Sty Head Tarn
1900
watercolor
From the collection of Victoria and Albert Museum
1900
watercolor
From the collection of Victoria and Albert Museum
Sty Head Tarn is a 1900 watercolor by Beatrix Potter, a Impressionism work, held at Victoria and Albert Museum.
Beatrix Potter painted a quiet landscape of Sty Head Tarn in the Lake District. She used watercolour and pencil around 1900. It’s a copy of an earlier work she saw at the museum. Potter spent years in London before moving to the countryside. She traced Constable’s version from 1820s and redrew it herself. This piece shows her love for the Lake District’s wild beauty. Look up the Victoria and Albert Museum next.
A watercolour and pencil work in landscape format depicts Styhead Tarn in Borrowdale, framed by three prominent peaks—Great End, Scafell Pike, and Lingmell—with a solitary figure positioned in the lower left corner. Executed in a subdued palette of browns, purples, blues, and greens, the piece was created around 1900 as a copy of John Constable’s earlier 1806 sketch held in the Victoria and Albert Museum’s collection. The drawing was later acquired by the museum in 1973 as part of the Linder Bequest, which includes a wide range of Potter-related materials.
Read the full account in the museum source.
Helen Beatrix Heelis (née Potter; 28 July 1866 – 22 December 1943), usually known as Beatrix Potter ( BEE-ə-triks), was an English writer, illustrator, natural scientist, and conservationist.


EXERCISE GOAL: Among the records below, which lines contain the string "triangle"? Report them.

Excerpts from a dataset:
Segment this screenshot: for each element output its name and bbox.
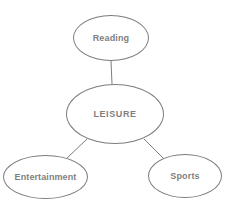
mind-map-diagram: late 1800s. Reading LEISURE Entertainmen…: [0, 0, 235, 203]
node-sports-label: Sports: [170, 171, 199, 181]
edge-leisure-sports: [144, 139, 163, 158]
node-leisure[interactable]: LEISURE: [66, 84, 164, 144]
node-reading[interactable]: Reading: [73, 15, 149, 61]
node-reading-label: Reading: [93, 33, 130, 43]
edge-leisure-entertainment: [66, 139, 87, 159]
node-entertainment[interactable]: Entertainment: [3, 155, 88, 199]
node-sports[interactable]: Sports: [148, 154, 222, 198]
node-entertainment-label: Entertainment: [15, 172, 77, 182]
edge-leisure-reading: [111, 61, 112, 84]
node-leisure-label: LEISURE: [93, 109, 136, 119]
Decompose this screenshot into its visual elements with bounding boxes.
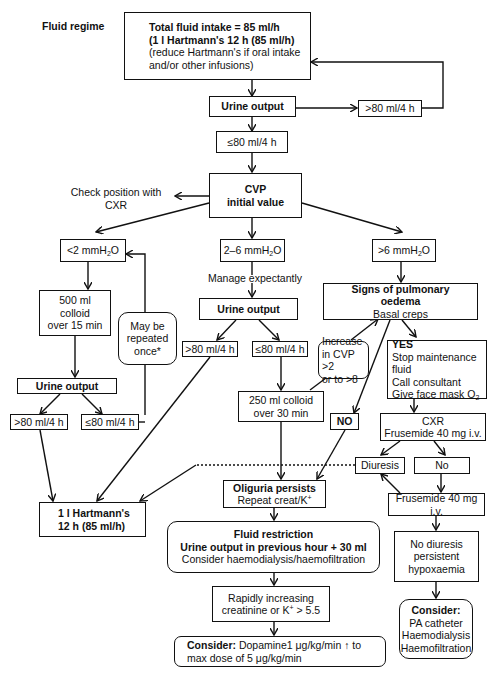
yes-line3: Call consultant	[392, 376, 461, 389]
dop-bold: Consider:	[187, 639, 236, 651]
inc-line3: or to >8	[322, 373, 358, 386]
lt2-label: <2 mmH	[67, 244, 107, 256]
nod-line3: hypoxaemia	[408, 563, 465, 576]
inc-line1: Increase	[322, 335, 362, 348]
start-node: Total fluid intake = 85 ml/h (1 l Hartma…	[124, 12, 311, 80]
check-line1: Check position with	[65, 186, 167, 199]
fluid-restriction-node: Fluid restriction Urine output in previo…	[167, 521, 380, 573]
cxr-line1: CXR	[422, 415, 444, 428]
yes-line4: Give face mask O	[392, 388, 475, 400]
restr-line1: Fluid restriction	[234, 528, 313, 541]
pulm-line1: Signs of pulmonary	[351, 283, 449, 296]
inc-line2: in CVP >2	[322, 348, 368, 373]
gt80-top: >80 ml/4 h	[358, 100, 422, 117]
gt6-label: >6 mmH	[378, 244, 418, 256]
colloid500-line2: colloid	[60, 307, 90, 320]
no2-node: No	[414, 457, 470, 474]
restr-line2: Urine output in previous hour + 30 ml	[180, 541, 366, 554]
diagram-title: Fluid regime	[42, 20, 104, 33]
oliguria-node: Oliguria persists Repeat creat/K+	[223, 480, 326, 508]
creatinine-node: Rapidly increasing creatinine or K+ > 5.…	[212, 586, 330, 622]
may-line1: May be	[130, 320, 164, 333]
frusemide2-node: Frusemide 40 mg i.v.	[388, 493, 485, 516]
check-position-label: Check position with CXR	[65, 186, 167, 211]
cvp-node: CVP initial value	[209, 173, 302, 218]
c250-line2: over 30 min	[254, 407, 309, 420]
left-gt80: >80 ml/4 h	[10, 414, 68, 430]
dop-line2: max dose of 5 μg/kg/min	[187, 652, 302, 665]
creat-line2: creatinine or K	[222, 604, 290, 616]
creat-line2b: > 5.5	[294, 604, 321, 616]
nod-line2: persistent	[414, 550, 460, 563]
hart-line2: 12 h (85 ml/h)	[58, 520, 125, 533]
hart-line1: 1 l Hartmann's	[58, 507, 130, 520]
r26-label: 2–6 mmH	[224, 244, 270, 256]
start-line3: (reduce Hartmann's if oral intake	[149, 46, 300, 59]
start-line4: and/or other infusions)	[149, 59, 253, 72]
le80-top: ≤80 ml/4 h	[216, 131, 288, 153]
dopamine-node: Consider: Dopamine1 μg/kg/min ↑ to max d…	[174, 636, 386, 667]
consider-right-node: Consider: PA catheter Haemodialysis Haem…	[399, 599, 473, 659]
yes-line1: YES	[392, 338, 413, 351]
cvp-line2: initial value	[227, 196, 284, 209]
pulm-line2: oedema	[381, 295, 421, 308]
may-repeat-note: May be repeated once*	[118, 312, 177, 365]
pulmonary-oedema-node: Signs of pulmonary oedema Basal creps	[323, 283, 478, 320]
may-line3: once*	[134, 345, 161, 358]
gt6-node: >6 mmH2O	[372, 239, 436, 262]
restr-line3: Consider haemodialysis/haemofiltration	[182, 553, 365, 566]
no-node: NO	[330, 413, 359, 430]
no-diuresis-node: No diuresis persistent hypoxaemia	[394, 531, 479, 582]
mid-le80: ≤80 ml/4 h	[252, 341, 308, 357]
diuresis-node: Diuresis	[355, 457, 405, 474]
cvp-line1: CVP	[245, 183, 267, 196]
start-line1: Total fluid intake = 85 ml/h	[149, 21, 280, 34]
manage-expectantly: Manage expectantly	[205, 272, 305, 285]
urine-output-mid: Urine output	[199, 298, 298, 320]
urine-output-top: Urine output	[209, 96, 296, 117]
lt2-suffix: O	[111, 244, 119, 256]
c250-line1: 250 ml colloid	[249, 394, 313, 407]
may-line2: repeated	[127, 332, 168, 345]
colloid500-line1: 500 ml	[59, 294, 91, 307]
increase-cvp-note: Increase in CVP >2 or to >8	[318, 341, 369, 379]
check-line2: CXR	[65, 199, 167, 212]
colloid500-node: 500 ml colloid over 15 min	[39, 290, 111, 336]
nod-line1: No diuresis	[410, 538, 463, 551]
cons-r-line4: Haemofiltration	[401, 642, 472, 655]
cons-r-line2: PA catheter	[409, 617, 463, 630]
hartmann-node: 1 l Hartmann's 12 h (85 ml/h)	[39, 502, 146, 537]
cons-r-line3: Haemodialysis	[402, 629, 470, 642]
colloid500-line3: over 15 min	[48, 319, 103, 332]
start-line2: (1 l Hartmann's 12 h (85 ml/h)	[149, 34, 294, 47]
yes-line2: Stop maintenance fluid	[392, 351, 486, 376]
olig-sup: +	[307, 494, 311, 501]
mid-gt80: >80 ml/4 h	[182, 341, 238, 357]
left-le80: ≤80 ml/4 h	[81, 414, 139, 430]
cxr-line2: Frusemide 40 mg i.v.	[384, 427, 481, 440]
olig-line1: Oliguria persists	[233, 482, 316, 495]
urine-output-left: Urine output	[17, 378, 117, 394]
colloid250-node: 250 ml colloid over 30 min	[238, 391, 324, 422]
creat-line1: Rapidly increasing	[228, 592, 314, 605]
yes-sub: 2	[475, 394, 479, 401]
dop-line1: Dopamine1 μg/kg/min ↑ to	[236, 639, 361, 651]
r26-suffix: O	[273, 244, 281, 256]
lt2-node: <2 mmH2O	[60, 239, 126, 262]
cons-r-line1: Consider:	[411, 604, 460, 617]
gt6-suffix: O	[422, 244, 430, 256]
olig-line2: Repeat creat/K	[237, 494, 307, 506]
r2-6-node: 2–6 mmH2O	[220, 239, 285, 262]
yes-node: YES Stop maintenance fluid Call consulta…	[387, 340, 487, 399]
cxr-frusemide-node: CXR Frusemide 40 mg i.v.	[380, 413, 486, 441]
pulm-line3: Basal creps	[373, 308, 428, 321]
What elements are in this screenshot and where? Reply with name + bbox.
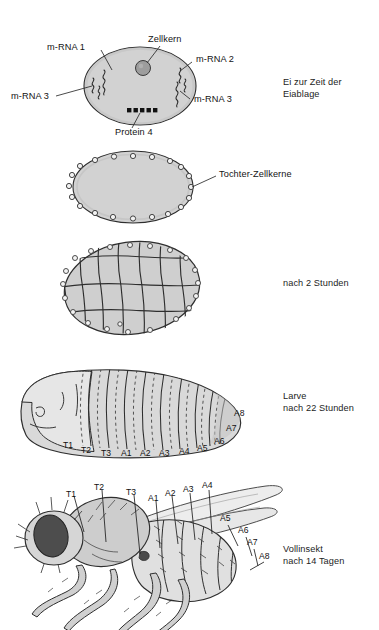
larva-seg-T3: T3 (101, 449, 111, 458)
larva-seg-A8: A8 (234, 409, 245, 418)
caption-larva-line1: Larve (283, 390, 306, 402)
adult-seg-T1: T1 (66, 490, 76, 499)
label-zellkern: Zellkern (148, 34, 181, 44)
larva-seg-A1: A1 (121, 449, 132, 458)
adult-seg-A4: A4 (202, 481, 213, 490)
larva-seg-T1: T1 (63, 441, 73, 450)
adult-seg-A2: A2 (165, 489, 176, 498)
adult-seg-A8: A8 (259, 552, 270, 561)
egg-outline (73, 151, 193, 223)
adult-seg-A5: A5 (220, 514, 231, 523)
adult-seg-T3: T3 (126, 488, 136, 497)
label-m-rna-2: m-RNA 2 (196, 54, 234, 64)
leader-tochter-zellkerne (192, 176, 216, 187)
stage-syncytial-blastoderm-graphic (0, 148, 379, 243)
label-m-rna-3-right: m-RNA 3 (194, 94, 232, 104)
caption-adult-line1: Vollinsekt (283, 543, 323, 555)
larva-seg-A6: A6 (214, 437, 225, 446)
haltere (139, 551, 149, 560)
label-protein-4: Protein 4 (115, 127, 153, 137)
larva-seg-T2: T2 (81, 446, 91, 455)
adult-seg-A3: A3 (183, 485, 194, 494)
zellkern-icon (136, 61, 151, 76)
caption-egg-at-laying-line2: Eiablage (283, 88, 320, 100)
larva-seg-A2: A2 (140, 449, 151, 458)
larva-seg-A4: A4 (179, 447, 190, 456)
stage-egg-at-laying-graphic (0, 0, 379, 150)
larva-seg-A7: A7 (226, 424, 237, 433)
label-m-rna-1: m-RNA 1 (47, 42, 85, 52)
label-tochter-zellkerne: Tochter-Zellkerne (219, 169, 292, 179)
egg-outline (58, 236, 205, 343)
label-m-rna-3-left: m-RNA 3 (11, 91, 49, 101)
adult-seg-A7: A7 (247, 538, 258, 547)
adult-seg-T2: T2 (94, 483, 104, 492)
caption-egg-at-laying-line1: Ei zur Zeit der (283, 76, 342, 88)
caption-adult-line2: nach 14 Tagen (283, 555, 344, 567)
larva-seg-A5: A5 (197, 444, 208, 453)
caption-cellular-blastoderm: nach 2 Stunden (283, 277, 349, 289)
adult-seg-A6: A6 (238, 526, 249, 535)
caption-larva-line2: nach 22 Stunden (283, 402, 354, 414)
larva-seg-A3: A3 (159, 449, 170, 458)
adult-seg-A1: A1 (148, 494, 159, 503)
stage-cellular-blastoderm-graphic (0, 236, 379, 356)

--

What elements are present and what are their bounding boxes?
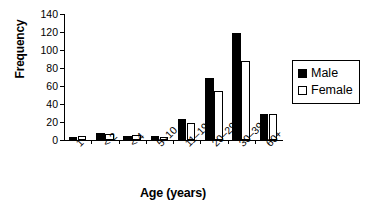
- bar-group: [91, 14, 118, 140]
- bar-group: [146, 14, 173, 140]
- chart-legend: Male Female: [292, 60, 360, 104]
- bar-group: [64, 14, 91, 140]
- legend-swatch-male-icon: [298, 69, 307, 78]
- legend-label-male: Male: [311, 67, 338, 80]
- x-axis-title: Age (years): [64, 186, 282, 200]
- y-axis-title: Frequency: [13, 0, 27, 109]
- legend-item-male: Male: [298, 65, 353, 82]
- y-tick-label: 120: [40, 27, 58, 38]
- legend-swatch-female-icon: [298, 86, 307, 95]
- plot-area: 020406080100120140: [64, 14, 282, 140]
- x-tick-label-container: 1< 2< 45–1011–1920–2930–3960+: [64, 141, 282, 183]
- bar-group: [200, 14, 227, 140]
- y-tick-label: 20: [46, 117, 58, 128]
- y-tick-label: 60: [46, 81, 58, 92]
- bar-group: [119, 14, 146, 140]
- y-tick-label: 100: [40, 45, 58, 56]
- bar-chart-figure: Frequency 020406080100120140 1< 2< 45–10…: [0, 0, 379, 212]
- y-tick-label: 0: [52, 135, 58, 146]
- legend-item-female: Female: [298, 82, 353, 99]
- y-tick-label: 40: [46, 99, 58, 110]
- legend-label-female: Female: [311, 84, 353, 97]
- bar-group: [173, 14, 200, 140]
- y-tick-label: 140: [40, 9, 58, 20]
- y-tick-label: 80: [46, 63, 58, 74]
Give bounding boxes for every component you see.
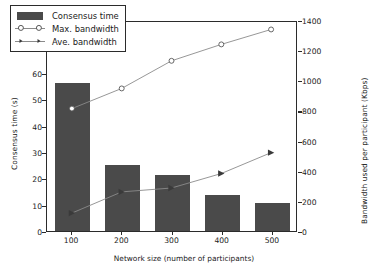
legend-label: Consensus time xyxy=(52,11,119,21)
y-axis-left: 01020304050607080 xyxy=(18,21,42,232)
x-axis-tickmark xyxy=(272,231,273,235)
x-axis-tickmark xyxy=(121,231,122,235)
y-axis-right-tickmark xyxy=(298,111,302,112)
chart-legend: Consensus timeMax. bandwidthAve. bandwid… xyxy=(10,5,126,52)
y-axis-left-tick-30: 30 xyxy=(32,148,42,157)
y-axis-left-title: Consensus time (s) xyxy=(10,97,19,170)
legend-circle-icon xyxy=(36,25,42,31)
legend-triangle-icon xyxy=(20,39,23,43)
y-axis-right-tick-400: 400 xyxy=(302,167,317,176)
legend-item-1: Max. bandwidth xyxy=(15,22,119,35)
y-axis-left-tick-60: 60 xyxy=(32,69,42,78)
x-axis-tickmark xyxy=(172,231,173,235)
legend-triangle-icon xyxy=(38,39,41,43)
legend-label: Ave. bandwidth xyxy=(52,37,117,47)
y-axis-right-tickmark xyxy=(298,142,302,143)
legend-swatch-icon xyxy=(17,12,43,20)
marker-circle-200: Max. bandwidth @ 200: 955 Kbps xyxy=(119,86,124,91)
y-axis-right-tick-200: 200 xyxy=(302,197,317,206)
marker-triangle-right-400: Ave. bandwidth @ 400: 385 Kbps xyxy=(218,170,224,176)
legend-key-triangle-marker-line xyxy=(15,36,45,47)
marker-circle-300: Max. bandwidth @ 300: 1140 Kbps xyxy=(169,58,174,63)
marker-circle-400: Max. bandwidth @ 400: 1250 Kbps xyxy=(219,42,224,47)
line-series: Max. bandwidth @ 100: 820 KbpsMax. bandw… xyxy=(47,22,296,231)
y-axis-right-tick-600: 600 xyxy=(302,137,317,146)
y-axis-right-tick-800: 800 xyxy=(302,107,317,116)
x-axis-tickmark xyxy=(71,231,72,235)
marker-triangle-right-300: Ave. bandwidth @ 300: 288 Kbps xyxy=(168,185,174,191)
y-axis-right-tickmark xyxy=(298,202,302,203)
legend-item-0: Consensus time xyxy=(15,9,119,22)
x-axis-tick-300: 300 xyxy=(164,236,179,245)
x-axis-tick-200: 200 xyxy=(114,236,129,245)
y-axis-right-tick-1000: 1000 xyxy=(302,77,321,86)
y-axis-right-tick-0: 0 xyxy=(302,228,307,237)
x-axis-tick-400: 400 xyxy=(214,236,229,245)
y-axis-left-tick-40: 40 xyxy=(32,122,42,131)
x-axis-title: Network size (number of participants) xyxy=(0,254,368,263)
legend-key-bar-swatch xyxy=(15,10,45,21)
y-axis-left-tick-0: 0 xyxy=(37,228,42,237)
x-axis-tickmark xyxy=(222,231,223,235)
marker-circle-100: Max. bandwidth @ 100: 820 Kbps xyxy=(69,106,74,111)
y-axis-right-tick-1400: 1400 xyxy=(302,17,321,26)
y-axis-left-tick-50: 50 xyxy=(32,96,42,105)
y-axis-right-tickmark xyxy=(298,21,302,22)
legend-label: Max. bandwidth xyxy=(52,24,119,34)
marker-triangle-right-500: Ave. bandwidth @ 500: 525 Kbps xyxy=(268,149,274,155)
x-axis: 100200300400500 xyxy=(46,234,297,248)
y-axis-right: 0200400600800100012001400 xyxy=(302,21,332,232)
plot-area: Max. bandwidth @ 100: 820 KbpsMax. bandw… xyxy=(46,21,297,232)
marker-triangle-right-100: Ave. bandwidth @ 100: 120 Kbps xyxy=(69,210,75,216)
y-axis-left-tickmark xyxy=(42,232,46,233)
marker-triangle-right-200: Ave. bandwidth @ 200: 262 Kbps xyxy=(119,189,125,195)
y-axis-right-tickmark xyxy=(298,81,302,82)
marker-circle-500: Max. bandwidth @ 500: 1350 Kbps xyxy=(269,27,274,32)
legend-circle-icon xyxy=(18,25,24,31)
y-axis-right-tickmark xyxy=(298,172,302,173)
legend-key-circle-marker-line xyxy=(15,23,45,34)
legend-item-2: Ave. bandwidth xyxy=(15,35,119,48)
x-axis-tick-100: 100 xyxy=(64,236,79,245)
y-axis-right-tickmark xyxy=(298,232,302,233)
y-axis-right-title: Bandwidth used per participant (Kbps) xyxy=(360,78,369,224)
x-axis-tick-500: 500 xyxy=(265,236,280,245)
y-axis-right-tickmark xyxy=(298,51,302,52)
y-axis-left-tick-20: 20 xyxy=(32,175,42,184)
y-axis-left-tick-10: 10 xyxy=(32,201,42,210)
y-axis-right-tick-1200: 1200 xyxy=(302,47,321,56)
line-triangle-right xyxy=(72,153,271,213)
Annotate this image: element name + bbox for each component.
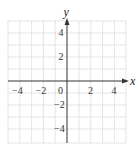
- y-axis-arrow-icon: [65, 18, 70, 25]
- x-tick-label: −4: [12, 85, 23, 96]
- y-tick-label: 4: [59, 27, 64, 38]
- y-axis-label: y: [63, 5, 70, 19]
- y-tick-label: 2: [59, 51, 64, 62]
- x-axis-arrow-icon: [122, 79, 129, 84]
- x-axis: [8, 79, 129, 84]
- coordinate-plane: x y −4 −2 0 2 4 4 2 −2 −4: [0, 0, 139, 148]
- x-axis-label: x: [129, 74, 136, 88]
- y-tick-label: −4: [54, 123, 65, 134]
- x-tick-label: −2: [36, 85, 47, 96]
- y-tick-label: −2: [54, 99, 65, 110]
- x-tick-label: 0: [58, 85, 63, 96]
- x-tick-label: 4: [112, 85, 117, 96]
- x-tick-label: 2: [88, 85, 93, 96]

...

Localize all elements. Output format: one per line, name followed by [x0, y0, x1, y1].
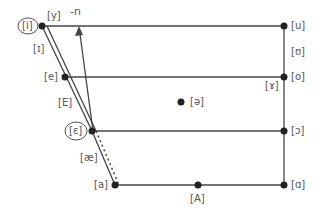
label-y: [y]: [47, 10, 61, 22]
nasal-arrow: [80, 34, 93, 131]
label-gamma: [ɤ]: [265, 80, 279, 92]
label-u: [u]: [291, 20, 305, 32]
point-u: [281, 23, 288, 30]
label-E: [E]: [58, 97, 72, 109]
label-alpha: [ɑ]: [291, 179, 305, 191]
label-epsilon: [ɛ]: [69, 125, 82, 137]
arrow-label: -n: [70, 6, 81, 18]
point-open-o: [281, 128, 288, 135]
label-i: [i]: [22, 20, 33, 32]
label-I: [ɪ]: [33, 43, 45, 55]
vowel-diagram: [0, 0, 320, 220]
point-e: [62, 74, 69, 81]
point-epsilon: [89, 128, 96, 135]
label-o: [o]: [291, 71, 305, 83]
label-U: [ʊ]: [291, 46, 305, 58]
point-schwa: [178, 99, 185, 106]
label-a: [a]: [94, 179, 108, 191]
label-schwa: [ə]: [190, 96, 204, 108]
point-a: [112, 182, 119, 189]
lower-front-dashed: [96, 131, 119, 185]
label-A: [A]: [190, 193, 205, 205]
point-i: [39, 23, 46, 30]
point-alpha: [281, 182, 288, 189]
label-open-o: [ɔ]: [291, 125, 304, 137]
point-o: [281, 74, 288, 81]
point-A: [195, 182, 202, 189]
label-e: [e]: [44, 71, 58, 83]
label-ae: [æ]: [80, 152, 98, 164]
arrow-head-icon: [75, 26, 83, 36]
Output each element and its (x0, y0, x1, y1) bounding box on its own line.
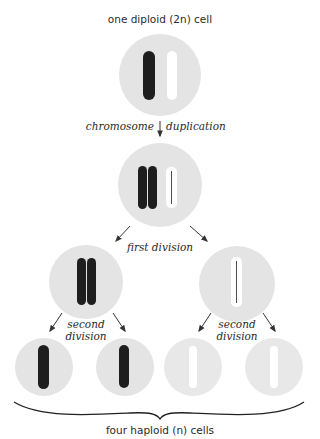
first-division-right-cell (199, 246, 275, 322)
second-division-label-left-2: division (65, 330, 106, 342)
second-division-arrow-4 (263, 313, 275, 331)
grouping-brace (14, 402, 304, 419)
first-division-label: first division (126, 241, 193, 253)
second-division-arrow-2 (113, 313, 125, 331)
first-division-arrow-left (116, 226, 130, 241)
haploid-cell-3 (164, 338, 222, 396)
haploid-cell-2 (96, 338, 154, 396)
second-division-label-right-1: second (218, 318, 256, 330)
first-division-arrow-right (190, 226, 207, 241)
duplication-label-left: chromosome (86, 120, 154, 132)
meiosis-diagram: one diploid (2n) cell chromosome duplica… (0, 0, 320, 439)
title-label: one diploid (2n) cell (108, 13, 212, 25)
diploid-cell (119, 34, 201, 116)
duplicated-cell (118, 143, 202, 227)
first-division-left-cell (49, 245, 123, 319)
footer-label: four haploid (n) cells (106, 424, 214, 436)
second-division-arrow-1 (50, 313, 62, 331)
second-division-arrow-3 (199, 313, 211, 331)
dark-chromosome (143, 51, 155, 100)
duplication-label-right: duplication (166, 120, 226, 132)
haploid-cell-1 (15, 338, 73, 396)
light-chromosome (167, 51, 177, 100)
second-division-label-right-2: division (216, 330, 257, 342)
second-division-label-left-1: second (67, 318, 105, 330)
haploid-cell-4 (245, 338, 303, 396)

OUTPUT OF THE TASK:
legend-triangle-icon xyxy=(20,39,23,43)
legend-triangle-icon xyxy=(38,39,41,43)
marker-triangle-right-400: Ave. bandwidth @ 400: 385 Kbps xyxy=(218,170,224,176)
legend-key-triangle-marker-line xyxy=(15,36,45,47)
marker-triangle-right-300: Ave. bandwidth @ 300: 288 Kbps xyxy=(168,185,174,191)
marker-triangle-right-500: Ave. bandwidth @ 500: 525 Kbps xyxy=(268,149,274,155)
marker-triangle-right-100: Ave. bandwidth @ 100: 120 Kbps xyxy=(69,210,75,216)
marker-triangle-right-200: Ave. bandwidth @ 200: 262 Kbps xyxy=(119,189,125,195)
line-triangle-right xyxy=(72,153,271,213)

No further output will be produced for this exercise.